It’s no secret that the Trump administration’s family separation plans were cruel and chaotic, but new details keep emerging that show the incredible depths of their callousness. On the heels of the DHS Inspector General report that showed they were prepared to separate as many as 26,000 children from parents, the new joint piece from the Texas Tribune and Center for Public Integrity finds that the Trump administration was well aware of the emotional and mental health traumas children separated from their parents would suffer, but moved forward with the plans anyway.
The article is excerpted below and can be read in full here
Newly obtained government documents show how the Trump administration’s now-blocked policy to separate all migrant children from parents led social workers to frantically begin tracking thousands of children seized at the southern border and compile reports on cases of trauma.
In June 2018, months after the Trump administration began its so-called “zero tolerance” policy to deter migrants trying to enter the United States, an employee working for the U.S. Office of Refugee Resettlement described a 5-year-old’s despair at a shelter. “Minor was separated at the border from his biological mother. Minor was tearful when he arrived and would not speak or engage in conversation with anyone,” the caregiver wrote in a report. This document and others shed light on a social experiment that was both cruel and chaotic.
Reports of traumatized children were forwarded to the Department of Homeland Security’s Office for Civil Rights and Civil Liberties, which is charged with ensuring that national security policies respect constitutional rights. A Center for Public Integrity and NPR investigation earlier this year found that the office failed to assist children whose suffering was documented in hundreds of similar complaints the office received last year.
The most recent internal documents Public Integrity reviewed add to scathing criticism from the Homeland Security inspector general’s office, which reported on Nov. 25 that it couldn’t verify how many children were separated by the zero tolerance policy, which began gradually in late 2017 and ended in June 2018. Tracking was flawed because U.S. Customs and Border Protection officers didn’t accurately record possible family relationships between adults and 1,233 children detained between October 2017 and mid-February 2019, the inspector general concluded.
… Most of the internal government emails reviewed by Public Integrity were written during the height of zero tolerance, which ended in late June 2018 after a court order and public outcry. Other documents show Refugee Resettlement staff or contractors’ observations, which then were forwarded to Homeland Security, about distraught children placed in shelters.
A 10-year-old held in a shelter for two months was found on the floor, crying and holding his hand. “My hand hurts because I got mad about my case and I hit the wall,” the boy reportedly said in July 2018. A 12-year-old boy reported “suicidal ideations” after separation from an aunt and a cousin in June 2018, according to a document. In a July 2018 report about a 9-year-old, a case worker wrote the girl “reported that her uncle was murdered by a local gang.”
After a federal judge ordered Homeland Security, Health and Human Services, and Refugee Resettlement on June 26, 2018, to reunite families, emails and other documents show refugee office staff and contractors were pressed into service.
“All resources available to comply with court order,” reads a summary of what’s labeled as a meeting with Health and Human Services Secretary Alex Azar. “We must do everything to identify parents, contact them, and make strides to reunify them or [allow children] to go to another sponsor if the parents want.”
Given the poor quality of records, Health and Human Services officials rushed to use DNA testing to match parents and children.
“DNA kits,” a message to staff advised, “will be sent to programs with separated children 0-4 on week of July 2nd and DNA kits will be sent to programs with separated children 5 and up on week of July 9th.”
DNA collection is controversial. News reports in July featured mothers and a director at a migrant mothers’ shelter claiming they were told parents would have to pay for DNA testing. Health and Human Services denied it was charging fees for the testing and said it was covering costs for collections.
Documents also show that social workers anxiously sought supervisors’ guidance on how to respond to Central American U.S.-based consular officials, who were asking for information about migrant children scattered nationwide.
Robert Carey, a Refugee Resettlement director in the Obama administration, told Public Integrity that most of the office’s staff are social workers who were put in an “ethical” dilemma with the zero tolerance policy.
“Not only was it inhumane,” he said, “it was extraordinarily poorly managed.”
… Trump’s zero tolerance has ended, but CBP continues to have the authority to separate children from adults who are not legal guardians, including aunts, uncles and grandparents. It also has the authority to separate children based on a parent’s prior immigration violations, if CBP wants to refer that parent for prosecution. Officers have also separated children due to parents’ criminal histories or suspected ties to gangs — decisions that at times have been based on false allegations.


§ Problem statement: For each record that follows, restate the text exactly and drop the pictures.

(Task data Opens)

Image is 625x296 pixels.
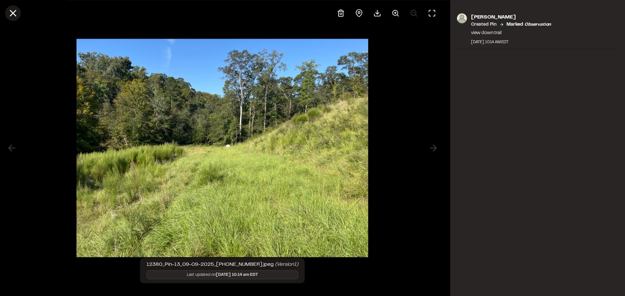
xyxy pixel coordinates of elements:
button: Close modal [5,5,21,21]
p: view down trail [471,29,551,36]
button: Toggle Fullscreen [424,5,440,21]
button: Zoom in [388,5,403,21]
p: Marked [506,21,551,28]
div: [DATE] 10:14 AM EDT [471,39,551,45]
img: photo [457,13,467,23]
em: observation [524,22,551,26]
p: [PERSON_NAME] [471,13,551,21]
div: View pin on map [351,5,367,21]
p: Created Pin [471,21,497,28]
img: file [76,33,368,264]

(Task data Closes)

§ Task response:
Image is 625x296 pixels.
xyxy pixel coordinates of elements:
button: Close modal [5,5,21,21]
p: view down trail [471,29,551,36]
button: Toggle Fullscreen [424,5,440,21]
button: Zoom in [388,5,403,21]
p: Marked [506,21,551,28]
div: [DATE] 10:14 AM EDT [471,39,551,45]
img: photo [457,13,467,23]
em: observation [524,22,551,26]
p: [PERSON_NAME] [471,13,551,21]
div: View pin on map [351,5,367,21]
p: Created Pin [471,21,497,28]
img: file [76,33,368,264]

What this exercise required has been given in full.